Sam
I remember a brief scene from The West Wing when Sam Seaborn was having some difficulty writing a speech. He's writing on a pad of yellow legal paper on the desk in front of him. In one smooth motion he stops writing, rips off the top sheet, crumples it up in his fist, bangs his fist on the table three times, throws the crumpled up ball of paper into the corner, and picks up the pen to start writing again.
I feel Sam's pain.
Not coincidentally, my computer is also named Sam. Yet ComputerSam does not crumple in a very satisfying way like a piece of paper does. ComputerSam does not crumple at all, in fact. And slinging him willy nilly into the corner is probably a bad idea at this juncture. But I feel Sam's pain.
Gosh I'm wordy when I've run out of relevant work-related words.
I feel Sam's pain.
Not coincidentally, my computer is also named Sam. Yet ComputerSam does not crumple in a very satisfying way like a piece of paper does. ComputerSam does not crumple at all, in fact. And slinging him willy nilly into the corner is probably a bad idea at this juncture. But I feel Sam's pain.
Gosh I'm wordy when I've run out of relevant work-related words.
2 Comments:
If it makes you feel any better, I'm in the same boat. I spent thirty minutes Thursday tracking down a reference - for my introduction, mind you - of an experiment done in 1803 and entirely irrelevant to my work, simply to get away from the empty screen I was staring at.
(In turns out the reference was in German. Why does the library even have a 200 year old posthumously published autobiography of the guy who discovered ultaviolet light in the original German? And why did I seek it out?)
Um...Craig's comment made me feel dumb and inferior, so I have nothing to say here. I'm in some bizarre world of spit up and poop and I am having trouble relating to academia. Sorry.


YOUR OBJECTIVE
Go through the data below and return each line containing the word "name".

(Beginning of GIVEN RECORDS)

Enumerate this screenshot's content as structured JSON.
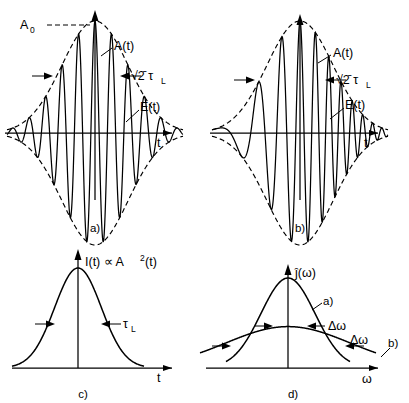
{
  "figure": {
    "panels": [
      {
        "id": "a",
        "caption": "a)",
        "type": "field-envelope",
        "chirped": false,
        "labels": {
          "amplitude": "A",
          "amplitude_sub": "0",
          "envelope": "A(t)",
          "field": "E(t)",
          "width": "√2̄ τ",
          "width_sub": "L",
          "axis_x": "t"
        }
      },
      {
        "id": "b",
        "caption": "b)",
        "type": "field-envelope",
        "chirped": true,
        "labels": {
          "envelope": "A(t)",
          "field": "E(t)",
          "width": "√2̄ τ",
          "width_sub": "L",
          "axis_x": "t"
        }
      },
      {
        "id": "c",
        "caption": "c)",
        "type": "intensity",
        "labels": {
          "axis_y": "I(t) ∝ A",
          "axis_y_sup": "2",
          "axis_y_tail": "(t)",
          "width": "τ",
          "width_sub": "L",
          "axis_x": "t"
        }
      },
      {
        "id": "d",
        "caption": "d)",
        "type": "spectrum",
        "labels": {
          "axis_y": "ĵ(ω)",
          "curve_a": "a)",
          "curve_b": "b)",
          "width_a": "Δω",
          "width_b": "Δω",
          "axis_x": "ω"
        }
      }
    ]
  },
  "chart_data": {
    "type": "line",
    "title": "",
    "panels": [
      {
        "id": "a",
        "name": "Bandwidth-limited pulse: field E(t) and Gaussian envelope A(t)",
        "xlabel": "t",
        "ylabel": "",
        "envelope": {
          "form": "gaussian",
          "peak": 1.0,
          "sigma_px": 33,
          "center_px": 0
        },
        "carrier": {
          "form": "cosine",
          "period_px": 16.5,
          "chirp": 0.0
        },
        "annotations": [
          {
            "label": "A_0",
            "type": "peak-level",
            "value": 1.0
          },
          {
            "label": "sqrt(2) tau_L",
            "type": "fwhm-arrows",
            "value": 1.0
          }
        ]
      },
      {
        "id": "b",
        "name": "Chirped pulse: field E(t) with increasing instantaneous frequency",
        "xlabel": "t",
        "ylabel": "",
        "envelope": {
          "form": "gaussian",
          "peak": 1.0,
          "sigma_px": 33,
          "center_px": 0
        },
        "carrier": {
          "form": "cosine",
          "period_px": 16.5,
          "chirp": 0.55
        },
        "annotations": [
          {
            "label": "sqrt(2) tau_L",
            "type": "fwhm-arrows",
            "value": 1.0
          }
        ]
      },
      {
        "id": "c",
        "name": "Pulse intensity I(t) proportional to A squared of t",
        "xlabel": "t",
        "ylabel": "I(t) ∝ A²(t)",
        "curve": {
          "form": "gaussian",
          "peak": 1.0,
          "sigma_px": 23.3,
          "center_px": 0
        },
        "annotations": [
          {
            "label": "tau_L",
            "type": "fwhm-arrows",
            "value": 0.5
          }
        ]
      },
      {
        "id": "d",
        "name": "Spectral intensity for bandwidth-limited (a) and chirped (b) pulses",
        "xlabel": "ω",
        "ylabel": "ĵ(ω)",
        "series": [
          {
            "name": "a)",
            "form": "gaussian",
            "peak": 1.0,
            "sigma_px": 27,
            "fwhm_label": "Δω"
          },
          {
            "name": "b)",
            "form": "gaussian",
            "peak": 0.46,
            "sigma_px": 62,
            "fwhm_label": "Δω"
          }
        ]
      }
    ]
  }
}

(End of GIVEN RECORDS)

ANSWER AREA
        "name": "Bandwidth-limited pulse: field E(t) and Gaussian envelope A(t)",
        "name": "Chirped pulse: field E(t) with increasing instantaneous frequency",
        "name": "Pulse intensity I(t) proportional to A squared of t",
        "name": "Spectral intensity for bandwidth-limited (a) and chirped (b) pulses",
            "name": "a)",
            "name": "b)",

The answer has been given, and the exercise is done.